In “Gender Roles,” Franklin sits in a blue room beside a pink bassinet containing a small child. Expression marks surround his head. “Gender Roles” is repetitively scrawled in white across the blue background.  Is the child his? Are the expression lines surprise, angst, stress, confusion at his role as father, brother, uncle? I was most intrigued by “Identity,” a painting that peeks over Franklin’s shoulder as he reads the INCORRECT NEWS Baltimore newspaper. The left page is headlined “National Center for Fathering,” and displays fictitious statistics concerning the high percentage of black children with absentee fathers. The right page bares the headline “Great Fathers in Baltimore Maryland.” Dozens of names cover the page, but we only see the back of Franklin’s head as he scans the page. “CHANGE THE NARRATIVE” is boldly inscribed above him in the newspaper.

I do not believe that Franklin was ever featured in his own spin-off or strip; his role has always been secondary, supportive, and symbolic. Unlike the other Peanuts, he has no pet, no security blanket, no instrument, or dust cloud to mark his identity. We can only imagine his home, his hobbies, or challenges. Simultaneously present and invisible, Franklin is a shadow.
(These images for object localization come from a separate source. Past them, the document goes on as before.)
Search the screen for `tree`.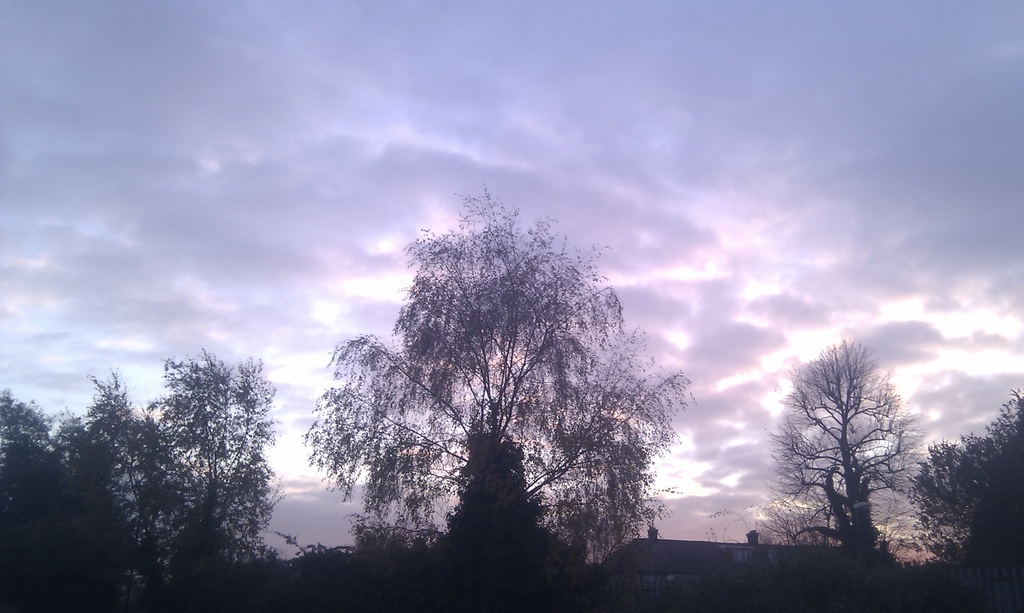
Found at <bbox>148, 339, 287, 568</bbox>.
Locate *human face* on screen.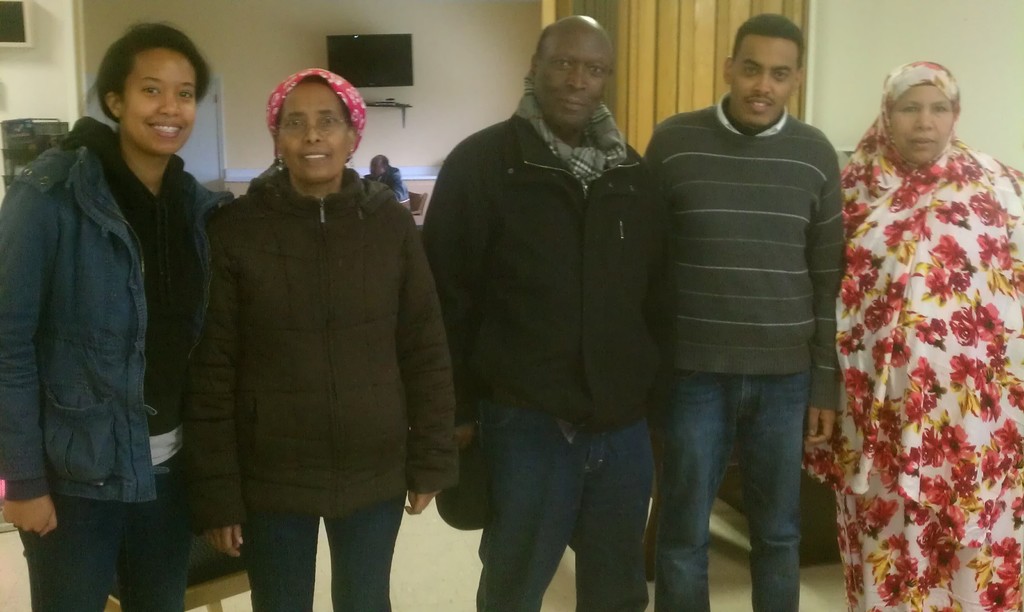
On screen at [728, 28, 801, 127].
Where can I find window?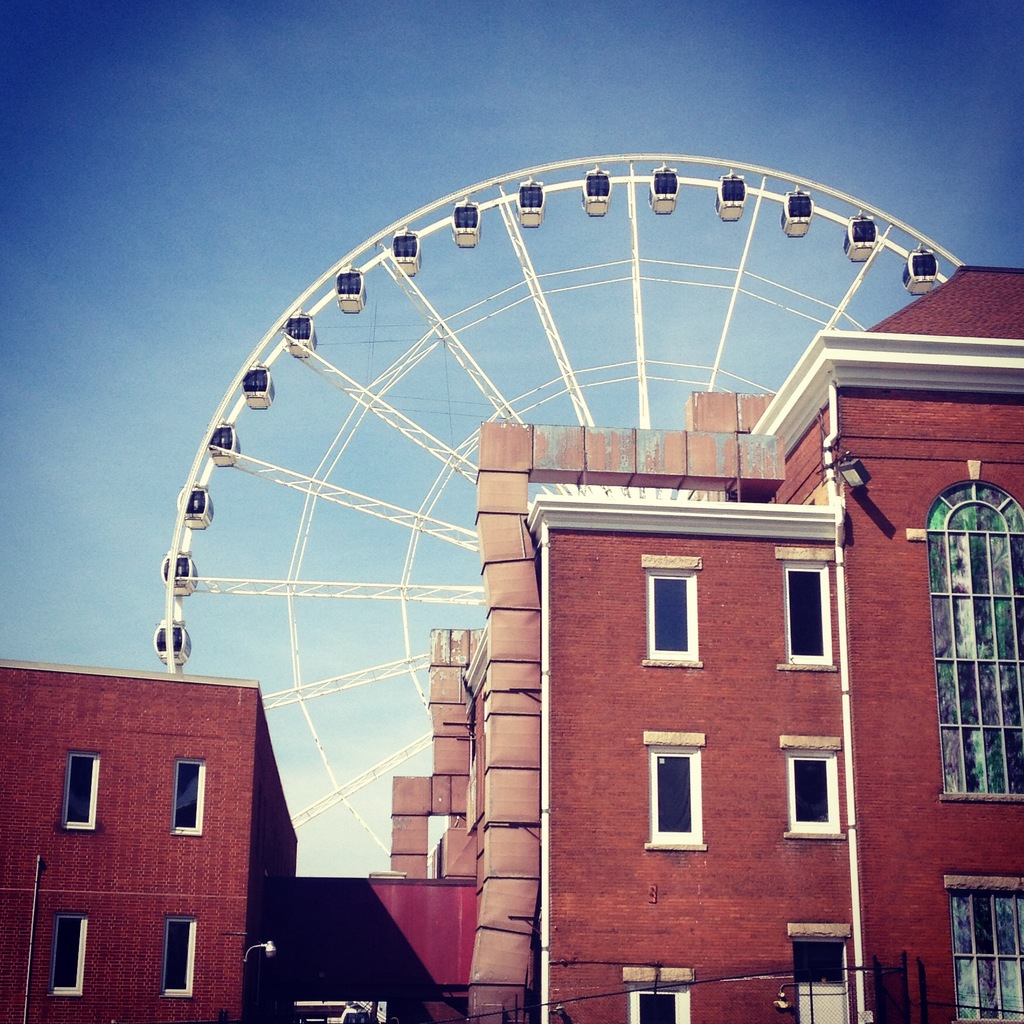
You can find it at BBox(161, 917, 197, 994).
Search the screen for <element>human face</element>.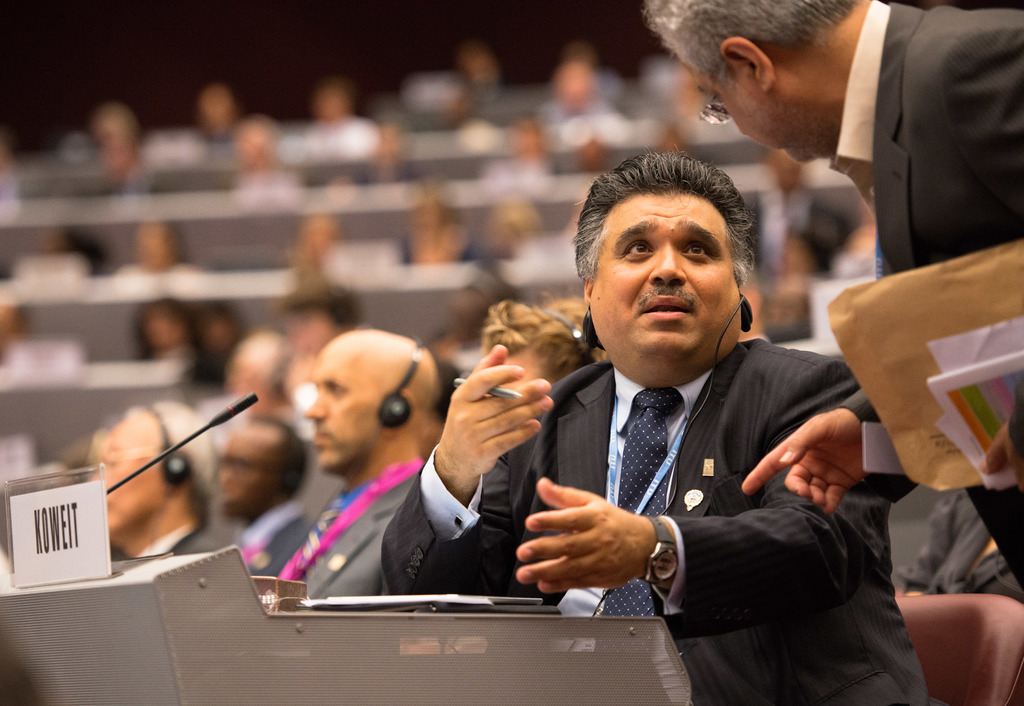
Found at BBox(304, 351, 375, 468).
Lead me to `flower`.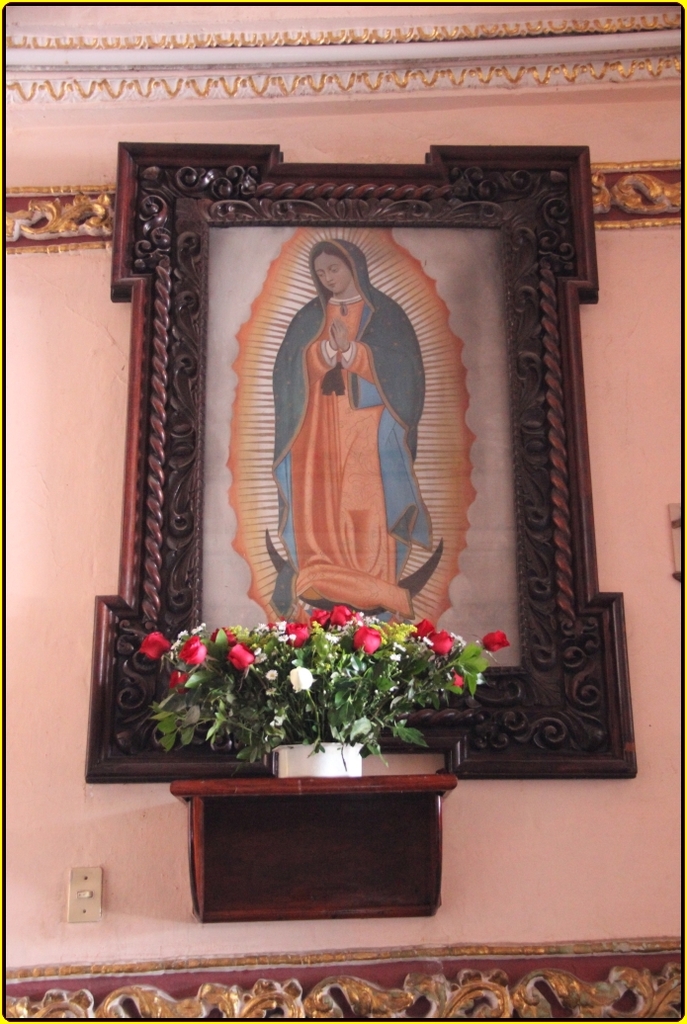
Lead to pyautogui.locateOnScreen(271, 714, 287, 728).
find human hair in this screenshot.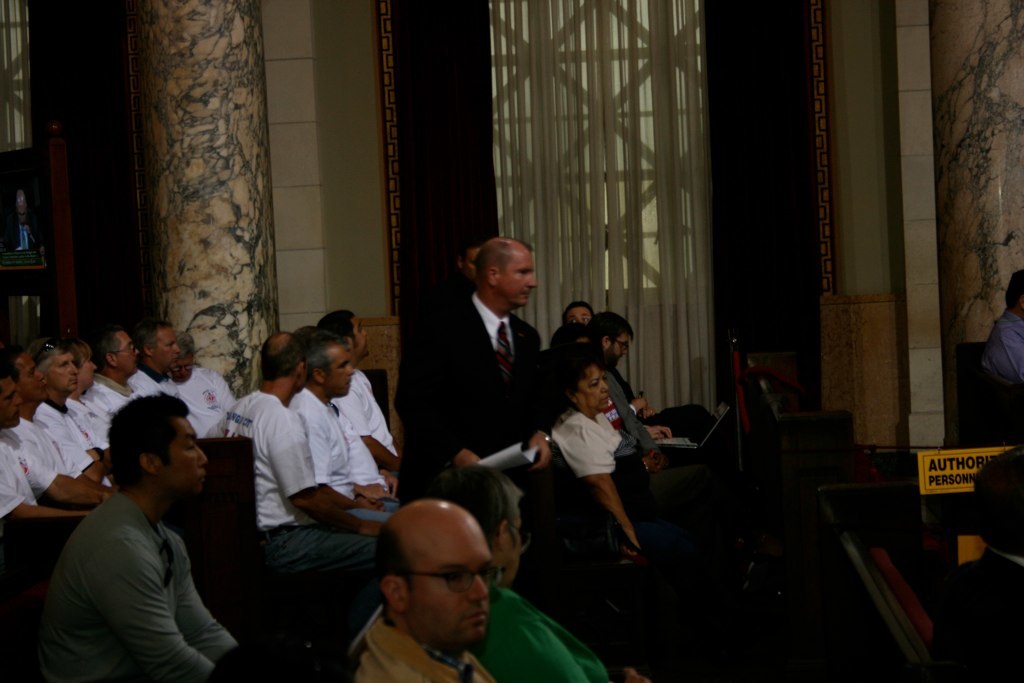
The bounding box for human hair is <bbox>174, 330, 195, 360</bbox>.
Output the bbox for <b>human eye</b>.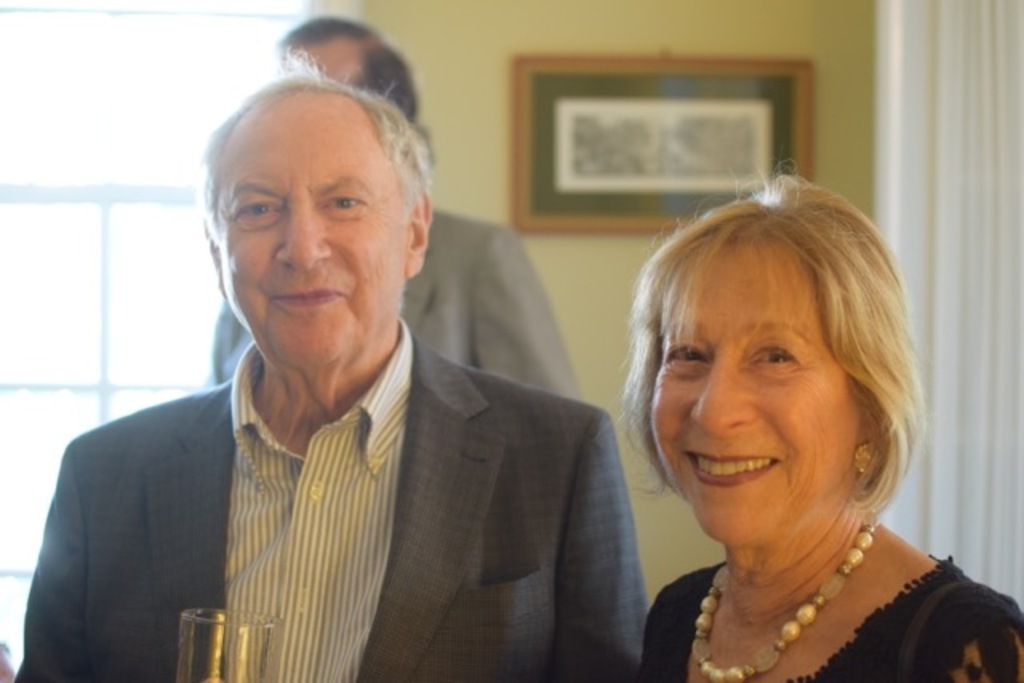
[left=664, top=341, right=714, bottom=368].
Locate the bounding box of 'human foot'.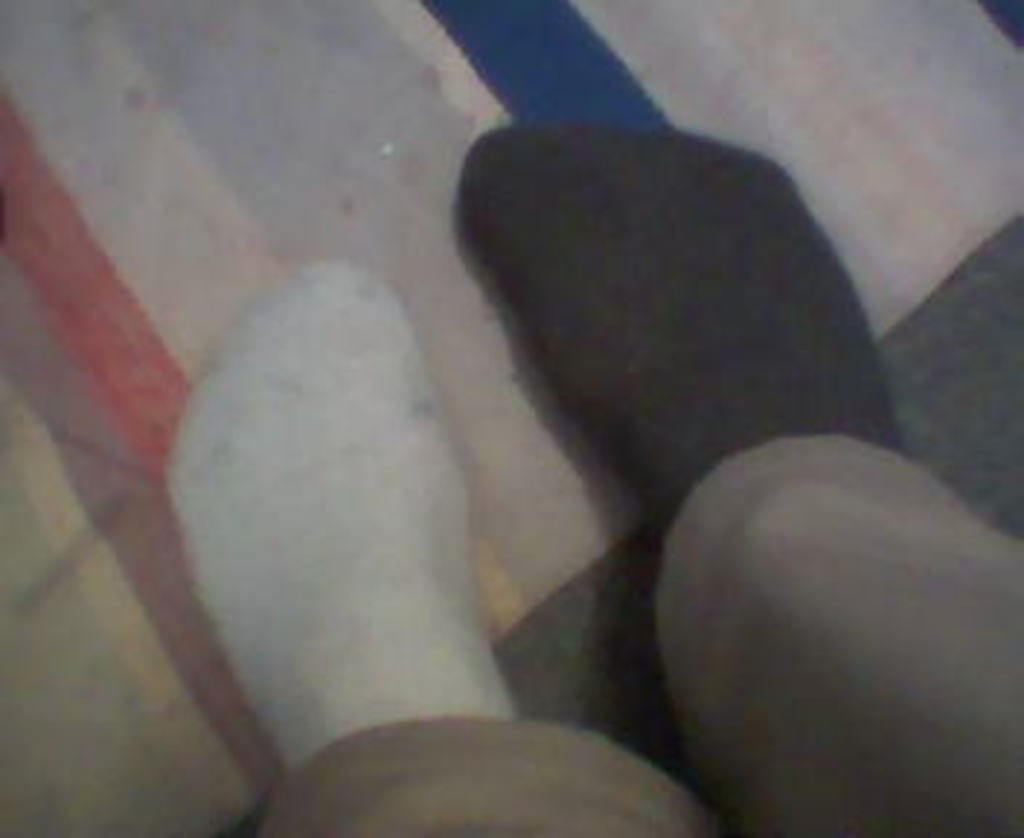
Bounding box: 160:259:521:771.
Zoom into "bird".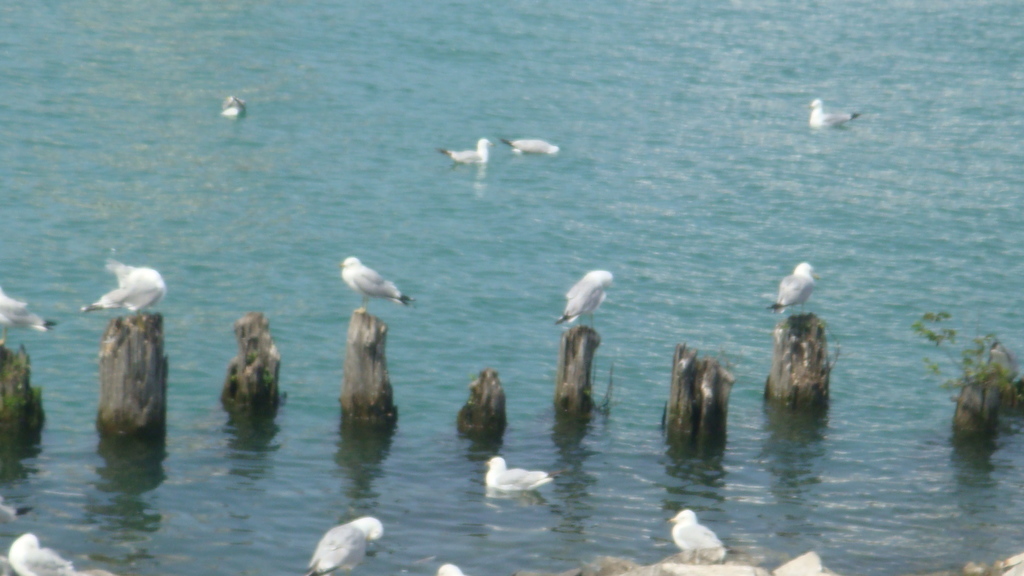
Zoom target: x1=433, y1=561, x2=461, y2=575.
It is no surprise that no one could recall his name.

Gibbs’ contextualization of Franklin in Fathers, Brothers, Sons offers a welcome and rare repositioning of tokenized tropes. Never before have we seen Franklin portrayed as a fully realized character, who challenges and investigates his reality. It is a refreshing delineation for an otherwise skeletal caricature. His name is Franklin. I won’t forget it again.

Author Angela N. Carroll is an artist-archivist; a purveyor and investigator of contemporary culture.

Fathers, Brothers, Sons was curated by MICA’s MFA in Curatorial Practice (CPMFA) class of 2017 and on display at SpaceCamp May 6 – 15th.